In 1910, after teaching physical-education at the Manual Arts High School in Los Angeles, Marion Morgan began directing dance programs for University of California at Berkeley's summer program. She then founded the Marion Morgan Dancers. Her troupe, composed of women students from Berkeley, used interpretive dance to focus on classical legends and history. The Marion Morgan dancers toured on the vaudeville circuit from 1916 to mid-1920s, before they began to be seen on Hollywood soundstages, appearing in Don Juan (1926), Up in Mabel's Room (1926), A Night of Love (1926), The Masked Woman (1926), as well as Arzner's first three films: Fashions of Women, Ten Modern Commandments, and Get Your Man. Morgan was also advisor on the set of Manhattan Cocktail.
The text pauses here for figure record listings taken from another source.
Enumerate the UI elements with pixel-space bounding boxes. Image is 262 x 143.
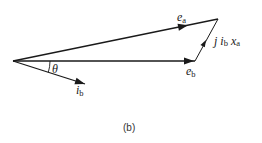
label-e-a-sub: a bbox=[182, 15, 186, 25]
arrowhead-j-ib-xa bbox=[200, 39, 208, 48]
label-e-a: ea bbox=[177, 10, 186, 25]
label-i-b-sub: b bbox=[79, 88, 83, 98]
label-j-ib-xa: jibxa bbox=[212, 34, 240, 48]
figure-caption: (b) bbox=[123, 122, 135, 133]
vector-i-b bbox=[13, 61, 85, 84]
label-e-b: eb bbox=[186, 64, 196, 79]
label-theta: θ bbox=[52, 62, 58, 76]
label-j: j bbox=[212, 34, 218, 48]
label-x-sub: a bbox=[236, 38, 240, 48]
label-i-b: ib bbox=[76, 83, 84, 98]
label-e-b-sub: b bbox=[191, 69, 195, 79]
label-i-sub: b bbox=[224, 38, 228, 48]
phasor-diagram: θ ea eb ib jibxa (b) bbox=[0, 0, 262, 143]
angle-arc-theta bbox=[48, 61, 50, 72]
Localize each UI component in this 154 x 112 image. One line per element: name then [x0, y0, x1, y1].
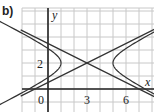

In 1930, about the same time she moved in with Arzner, Morgan terminated the group and established a dance school, with instruction in all manner of dance. Now in her 40s, she enrolled in graduate studies at the Yale School of Drama. After graduating from Yale in 1934, she collaborated with George Brendan Dowell on two stories that formed the basis of screenplays for Mae West : Goin' to Town (1935) and Klondike Annie (1936).

But Arzner had shared her home with the same person for 41 years. She was Marion Morgan , a dancer and choreographer, who had been married and had a son. For the first 21 years (1930–51), they lived in the Hollywood Hills. In 1951, they moved to the desert in La Quinta, California, where they continued living together until Morgan's death in 1971. Ten years older, Morgan was frequently on the set of Arzner's movies, working on the fashion shows in Fashions for Women and the choreography in Ten Modern Commandments. Arzner's preference for women was well known throughout the movie colony. "For too long clichés of spinsterhood, of asexuality, of careers managed at the price of any personal satisfactions, have not only rendered lesbianism invisible, but insignificant and meaningless as well," writes Mayne. Arzner not only had a significant other, she left a rich legacy in her motion pictures.

sources:

Acker, Ally. Reel Women. NY: Continuum, 1991.

Mayne, Judith. Directed by Dorothy Arzner. Bloomington, IN: Indiana University Press, 1994.